On December 11, 2014, the National Labor Relations Board reversed course on the question of whether employees may use a company’s email system for union organizing and similar communications. Just seven years ago, the Labor Board held that employers who prohibited personal use of a company email system could also prohibit use of that system for union organizing or similar purposes. Now, even if personal use is prohibited, the Labor Board has decreed that any employee who has use of the company email for work purposes also has a protected right to use that email for union purposes.
The issue before the Labor Board in Purple Communications, its December 11 decision, and in Register Guard, its 2007 decision, was the same: when an employer prohibits personal use of the company email system, does that ban include employee communications about union organizing and other terms and conditions of employment?
In 2007, the Labor Board’s Register Guard decision squarely held that a prohibition on personal email use by employees would validly include a prohibition of communications about union organizing and about terms and conditions of employment. Thus, a company could legitimately prohibit all personal emails, including emails between employees advocating for union representation, complaining about pay or policies or managers, or otherwise discussing working conditions.
In 2014, the Board’s Purple Communications decision says that “Register Guard was clearly incorrect.” By failing to give sufficient weight to the “importance of email as a means of workplace communication,” the current Labor Board felt that theRegister Guard Board had “abdicated its responsibility” to adapt its rules to changing technology.
Thus, Purple Communications announced a new rule: any employee who is given access to the company email system must be allowed to use that email for discussing union organizing and other terms and conditions of employment – even if other personal use is prohibited.
The Purple Communications decision says this rule is limited. (1) It does not give a non-employee access to the company email system. (2) The communication can be limited to non-work time. (3) The employer would be allowed to prevent all non-work emails if it could show “special circumstances.” (4) The decision only addresses email and not any other electronic communication. (5) The rule only applies if the employee already has access for work purposes; it does not require employers to give everyone a work email account.
However, these limitations may be of little comfort. (1) While a non-employee would not have direct access, it would seemingly not be difficult for a nonemployee to send an email to an employee, who then could mass-forward it to other employees. (2) While it might be easy for an employer to determine whether an email was sent during break time or lunch time, it will likely be difficult, in a workforce of any size, to effectively restrict a recipient from opening and reading those emails during the recipient’s work time. (3) The decision itself says the “special circumstances” justifying a total ban will exist only in “rare cases.” (4) While the only system specifically at issue in the case was email, the dissenting opinion points out that the same rationale used to establish this rule would seem to apply to any other employer-provided device, equipment or facility used for work.
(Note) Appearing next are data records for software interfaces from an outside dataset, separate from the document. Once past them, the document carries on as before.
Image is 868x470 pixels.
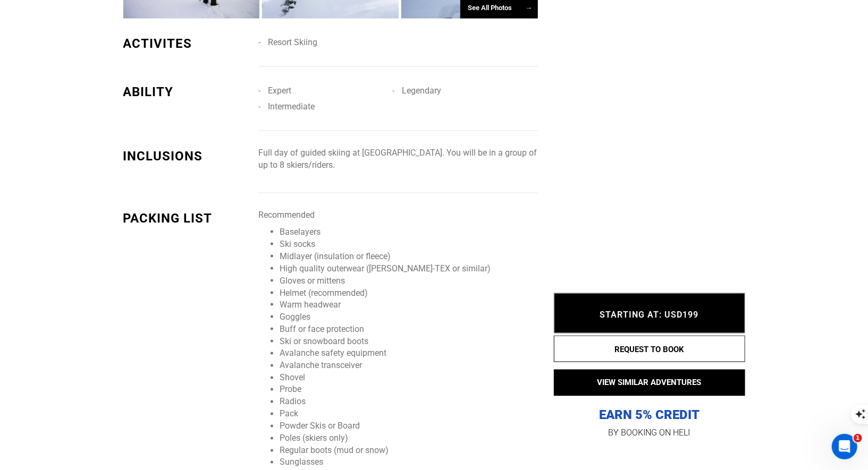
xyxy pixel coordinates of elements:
li: Avalanche transceiver [280,361,537,373]
li: Avalanche safety equipment [280,348,537,361]
iframe: Intercom live chat [832,434,857,460]
span: → [526,4,533,11]
p: EARN 5% CREDIT [554,301,745,424]
li: Ski or snowboard boots [280,336,537,348]
li: Radios [280,397,537,409]
li: Goggles [280,311,537,324]
li: Shovel [280,373,537,385]
span: STARTING AT: USD199 [600,310,699,320]
button: REQUEST TO BOOK [554,336,745,362]
div: ACTIVITES [123,35,251,53]
li: High quality outerwear ([PERSON_NAME]-TEX or similar) [280,263,537,275]
p: Recommended [258,209,537,221]
li: Probe [280,384,537,397]
span: Resort Skiing [268,37,317,47]
li: Poles (skiers only) [280,433,537,445]
div: PACKING LIST [123,209,251,228]
span: Expert [268,85,291,96]
div: ABILITY [123,83,251,101]
li: Buff or face protection [280,324,537,336]
span: Intermediate [268,101,314,111]
li: Warm headwear [280,299,537,311]
li: Regular boots (mud or snow) [280,445,537,457]
p: Full day of guided skiing at [GEOGRAPHIC_DATA]. You will be in a group of up to 8 skiers/riders. [258,147,537,171]
div: INCLUSIONS [123,147,251,165]
li: Pack [280,409,537,421]
li: Ski socks [280,238,537,250]
li: Midlayer (insulation or fleece) [280,250,537,263]
button: VIEW SIMILAR ADVENTURES [554,370,745,397]
span: Legendary [402,85,441,96]
li: Baselayers [280,226,537,238]
li: Sunglasses [280,457,537,469]
p: BY BOOKING ON HELI [554,426,745,441]
li: Gloves or mittens [280,275,537,287]
li: Powder Skis or Board [280,421,537,433]
li: Helmet (recommended) [280,287,537,300]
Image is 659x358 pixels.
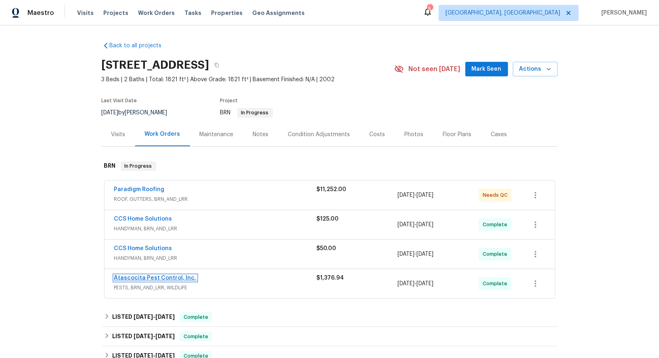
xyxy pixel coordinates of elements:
span: Mark Seen [472,64,502,74]
a: CCS Home Solutions [114,245,172,251]
div: Floor Plans [443,130,472,138]
div: LISTED [DATE]-[DATE]Complete [102,307,558,327]
div: 5 [427,5,433,13]
span: Complete [180,313,212,321]
span: Complete [483,250,511,258]
div: Cases [491,130,507,138]
span: [DATE] [417,281,434,286]
span: - [134,333,175,339]
span: BRN [220,110,273,115]
span: PESTS, BRN_AND_LRR, WILDLIFE [114,283,317,291]
span: ROOF, GUTTERS, BRN_AND_LRR [114,195,317,203]
div: Costs [370,130,385,138]
span: [DATE] [155,333,175,339]
h2: [STREET_ADDRESS] [102,61,209,69]
span: Project [220,98,238,103]
span: Geo Assignments [252,9,305,17]
span: - [398,191,434,199]
h6: LISTED [112,331,175,341]
span: Tasks [184,10,201,16]
span: Not seen [DATE] [409,65,461,73]
div: Maintenance [200,130,234,138]
span: - [398,250,434,258]
span: - [398,279,434,287]
a: CCS Home Solutions [114,216,172,222]
span: $1,376.94 [317,275,344,281]
span: Visits [77,9,94,17]
div: Condition Adjustments [288,130,350,138]
span: [DATE] [134,333,153,339]
span: Properties [211,9,243,17]
span: Last Visit Date [102,98,137,103]
button: Mark Seen [465,62,508,77]
span: 3 Beds | 2 Baths | Total: 1821 ft² | Above Grade: 1821 ft² | Basement Finished: N/A | 2002 [102,75,394,84]
span: Projects [103,9,128,17]
div: BRN In Progress [102,153,558,179]
span: [DATE] [134,314,153,319]
span: [DATE] [417,192,434,198]
span: Work Orders [138,9,175,17]
span: $11,252.00 [317,186,347,192]
div: Notes [253,130,269,138]
span: [DATE] [398,222,415,227]
span: Complete [483,220,511,228]
div: Work Orders [145,130,180,138]
span: Needs QC [483,191,511,199]
h6: BRN [104,161,116,171]
span: $125.00 [317,216,339,222]
span: In Progress [238,110,272,115]
span: [DATE] [398,281,415,286]
a: Back to all projects [102,42,179,50]
span: In Progress [122,162,155,170]
span: $50.00 [317,245,337,251]
div: by [PERSON_NAME] [102,108,177,117]
span: Actions [520,64,551,74]
span: [GEOGRAPHIC_DATA], [GEOGRAPHIC_DATA] [446,9,560,17]
div: Visits [111,130,126,138]
div: Photos [405,130,424,138]
a: Atascocita Pest Control, Inc. [114,275,197,281]
h6: LISTED [112,312,175,322]
span: HANDYMAN, BRN_AND_LRR [114,254,317,262]
span: [DATE] [417,222,434,227]
span: Complete [180,332,212,340]
div: LISTED [DATE]-[DATE]Complete [102,327,558,346]
span: [DATE] [102,110,119,115]
span: Complete [483,279,511,287]
span: [DATE] [398,251,415,257]
span: HANDYMAN, BRN_AND_LRR [114,224,317,233]
button: Actions [513,62,558,77]
a: Paradigm Roofing [114,186,165,192]
span: [PERSON_NAME] [598,9,647,17]
span: - [398,220,434,228]
span: [DATE] [155,314,175,319]
span: [DATE] [417,251,434,257]
span: [DATE] [398,192,415,198]
span: Maestro [27,9,54,17]
span: - [134,314,175,319]
button: Copy Address [209,58,224,72]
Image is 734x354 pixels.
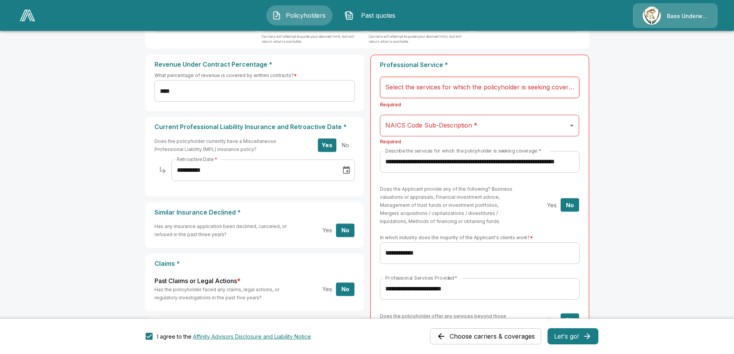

The Labor Board in recent years has been very active in protecting employee comments and discussions about all manner of workplace complaints and issues through channels such as Facebook. The decision in Purple Communications means that those comments and discussions, and overt union organizing messages, will be protected even when they occur at work, on the employer’s own email system. There will likely be further legal challenges to this rule, but until that occurs, employers should review their email usage policies, and the enforcement of those policies, to assess whether they are consistent with the new rule announced in Purple Communications. A non-compliant policy is, in and of itself, a violation of the National Labor Relations Act; but perhaps more importantly, any discipline or discharge for an employee’s violation of a noncompliant policy could result in reinstatement of the employee and back pay liability.